We finished off our very first batch of syrup almost a month ago now, quite on accident. When finishing off syrup – which just means the last stretch of boiling before hitting the right concentration of syrup – there’s a point just as you achieve syrup consistency where it suddenly starts foaming up very quickly, and if you are not paying quite close attention, can quite easily overflow even a relatively large container.

Mistakes were made, we weren’t paying enough attention and we lost maybe a quarter pint (it’s hard to gauge volume when it’s in a spreading pool on your stovetop). I was quite upset for about ten minutes, but I got over it, and we have chalked this up to being an Important Lesson and an Offering to the Kitchen Gods. We didn’t have any further unfortunate incidents, so clearly the sacrifice worked.

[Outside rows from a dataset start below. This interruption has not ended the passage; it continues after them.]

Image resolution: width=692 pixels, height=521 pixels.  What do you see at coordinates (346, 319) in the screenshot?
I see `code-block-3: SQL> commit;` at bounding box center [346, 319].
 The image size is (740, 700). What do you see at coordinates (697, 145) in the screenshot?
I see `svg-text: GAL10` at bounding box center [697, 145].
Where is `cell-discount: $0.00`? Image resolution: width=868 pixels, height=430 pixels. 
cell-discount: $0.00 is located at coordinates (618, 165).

Minor setbacks aside, we ended the sugaring season with about nine pints in jars. We could have done water bath canning and made it all shelf-stable, but….meh, we have refrigerator space. If we get really motivated we could still reboil it and can it.

There were a couple more jars, but they’ve already been distributed to family.

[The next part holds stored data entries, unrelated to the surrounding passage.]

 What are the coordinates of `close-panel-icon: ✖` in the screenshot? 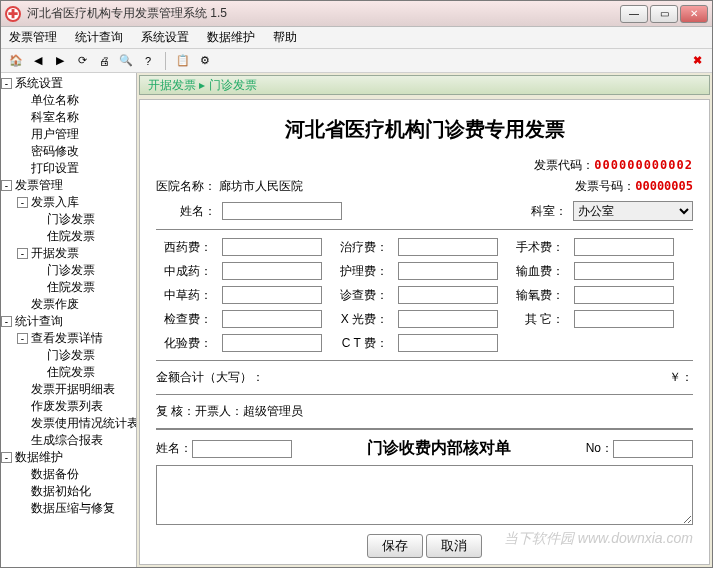 It's located at (697, 61).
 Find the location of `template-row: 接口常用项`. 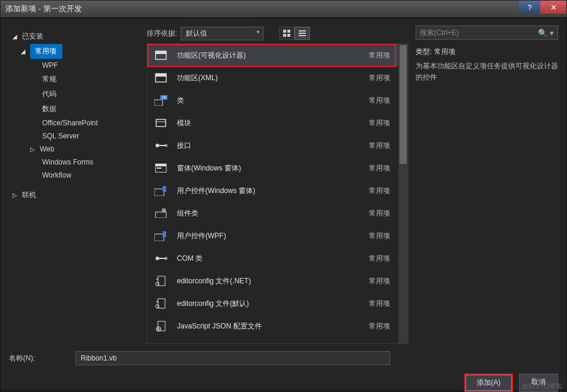

template-row: 接口常用项 is located at coordinates (273, 146).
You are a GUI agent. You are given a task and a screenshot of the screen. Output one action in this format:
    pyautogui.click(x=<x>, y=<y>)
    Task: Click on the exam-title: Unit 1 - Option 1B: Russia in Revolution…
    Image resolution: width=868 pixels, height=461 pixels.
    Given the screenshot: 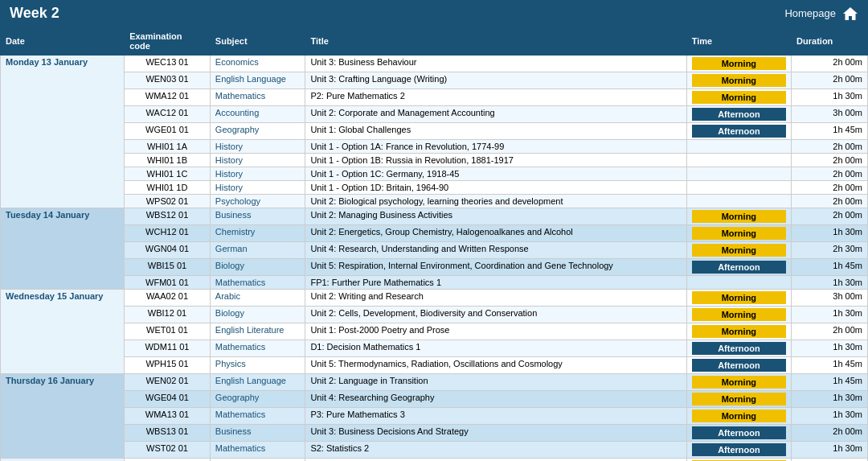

You’ll note in the photo above that there’s a white sediment collecting at the bottom of the jars. This is what’s called niter, or maple sand. Rather infuriatingly, I’ve seen some homesteader influencer type videos where the creator confidently declared that this substance is crystalized sugar, which is absolute bullshit. Sap has plenty of other stuff in it besides sugar, even before bud break; the white precipitate is largely made up of calcium and magnesium. It’s edible and harmless, just not super aesthetically pleasing, so it’s filtered out of commercially produced and packaged syrup. It doesn’t bother us, though, and we are working with such small quantities that I think we’d lose a meaningful amount of our syrup if we filtered it, just due to amount retained/lost in the filter itself. I actually kind of weirdly like it; it has no flavor, and when you get down to the bottom of the jar, you just end up with sort of a very slightly grainy paste consistency that spreads very nicely on a toasted bagel.

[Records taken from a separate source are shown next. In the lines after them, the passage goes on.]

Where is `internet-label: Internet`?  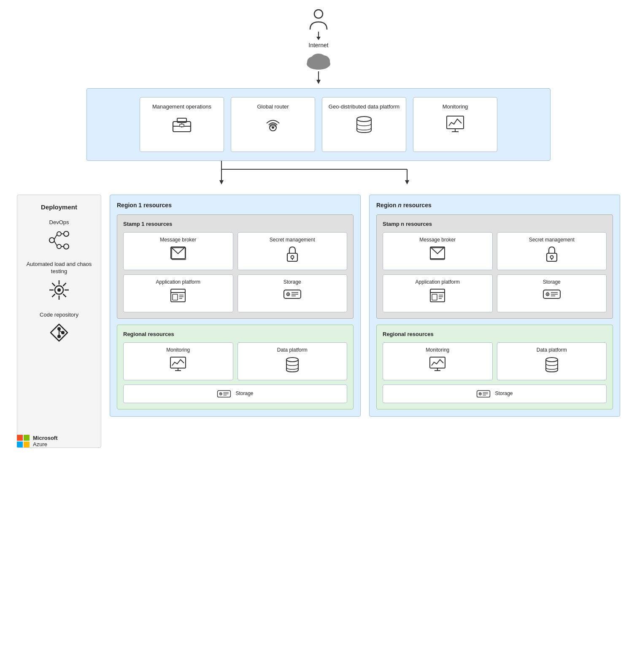 internet-label: Internet is located at coordinates (318, 45).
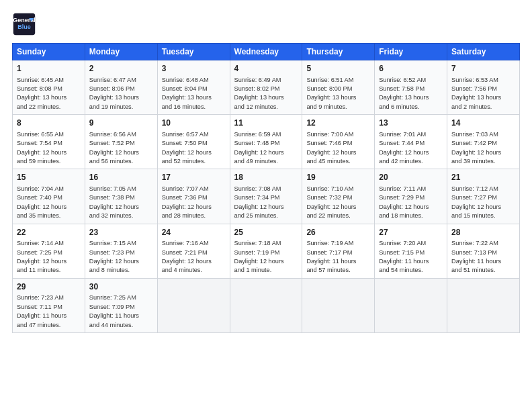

We did learn a couple things during this sugaring season – mostly about what sorts of things work to weigh down the sap collection container in 70mpg wind gusts – but overall the process is….strangely doable? Weirdly manageable? It’s time consuming and there are certainly ways you can run into trouble – like my parents’ neighbors, who apparently boiled so much sap in their kitchen so quickly that the moisture did serious damage to their kitchen and they had to get all the drywall replaced – but those issues are avoidable with some common sense. I highly recommend it to anyone who has a bit of time, an appropriate tree, and any degree of sweet tooth. There is nothing quite as tasty as french toast served with your own homemade syrup.

Sugaring season’s end dovetailed nicely with our window for early spring garden prep. This week I’ve gotten some last minute pear tree trimming in and worked on cleaning out dead plants from some of the garden beds; tonight I set up my first tray of seedlings. Need to start another tray or two worth of seeds, see about getting some hazelnut shrubs ordered, and decide what my strategy is going to be for attacking the invasive Scilla this year.

As never-ending and frustrating as gardening can be, it’s comforting and distracting to have such a wide menu of tasks open to me. Things will slip, some things may just get away from me entirely (this is at least the third year I have wanted to get hazelnuts in), but that’s okay – there will always be more to do than I can handle, and still, somehow, the things I do get done will be enough to matter.

That’s probably a good lesson for me to carry with me out of the garden and into the rest of my life, particularly right now. I shall endeavor to do so.